Anything less than the emergence of new sparks of active love in the world is the stagnation of humanity [p 162].

But today, in the West [and elsewhere influenced by its amoral lack of real values], where true religion is gone, and true heroism has disappeared with it, the human person “blindly follows.. his unconscious urges in the frantic activity of daily life, and gets his satisfaction and his self-esteem. He fits himself into the bureaucratic—industrial machines of our day and gives his uncritical allegiance to the [depersonalised] forces that run these machines. He is part of an objectified structure, an ant doing his small part.. He follows orders, keeps his nose clean.. And so the …most ‘natural’ intentions work the great historical evil that we have seen in our time. ..the renewing forces have to break through the crust of character armour that the frightened and obedient homo sapiens has bottled himself into” [pp 183-184].

The question this raises= “To what powers has a man given himself to solve the problem of his life? On what kind of objective structure has he strung out his meanings and fenced off his own free energies?” [p 184].

Cultural conditioning creates for us a highest god, the most powerful unconscious idol to which we give our uncritical allegiance. So long as we continue to do this, we remain a slave, yet think we are living freely, creatively, lovingly. Idols hide the reality of the despair of our human condition. “All the frantic and obsessive activity of daily life.. is a defence against self-consciousness. It is this fundamental falseness at the heart of human striving that makes our world dance so frenziedly to such drowning-out music” [p 192].

Wrestling with existential despair has to face letting this god, this idol whom we are unconsciously glued to, be totally smashed. This is the un-bearable loss, the loss of our life, and all its hopes. For, once this god, this idol we worship as our guiding force, is gone, we are indeed left naked, and indeed must contend with despair with no lendings, no supports, no protective and elevating clothes.. It comes down to despairing over heroism, in its leap, or trusting it.

If we cannot die and be reborn existentially, then most of our life becomes a rationalisation for existential failure= failure to find our own unique heart, failure to go with its personal passion, failure to be undone and redone in the fateful fires of existence. ‘This world is a fire pit. With what attitude of mind do you think you can avoid getting burnt?’ We are existentially born, we die and are reborn, to go through the getting burnt.

We live in a world of idols unless we attain genuine heroism. “Do I ring true? I want to ring true..”

Becker concludes= “..true heroism for man could only be cosmic, the service of the highest powers, the Creator, the meaning of creation” [p 187].

By serving our Creator, we make a Give Away of our life. This is sacrifice. The heart’s Give Away of its life to all other life, for the future, for what matters finally.
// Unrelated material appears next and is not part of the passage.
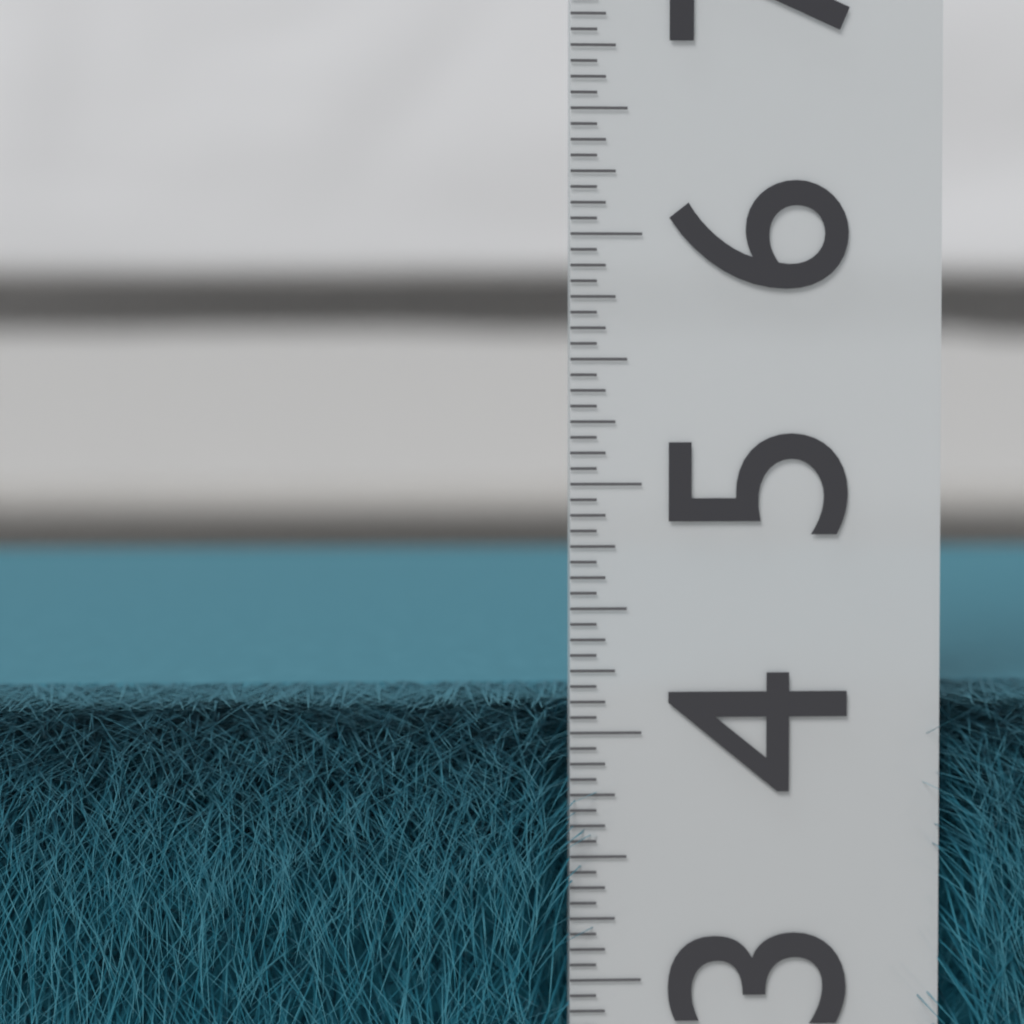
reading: 4.1250 (no unit)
The hero lives with courage, forbearance, dignity. We need to accept a last ‘not knowing.’ The Creator makes good our service.

If we die for this, we die well.

Becker arrives at a stunning conclusion.

The calling to heroism “can only be formulated mythically because it encroaches on what man can never know= where the help for his despair is to come from and how it is to come” [p 193].

“Genuine heroism for man is still the power to support contradictions, no matter how glaring or hopeless they may seem” [p 196].

What calls us out is Invisible; what empowers us is not Secured, not Guaranteed.

But the proof of the pudding is in the eating. In the doing of our heart action, this paradox is lived, suffered terribly and profoundly, and resolved by trusting it beyond hope, and trusting it beyond despair.

Passion goes on where both hope and despair end.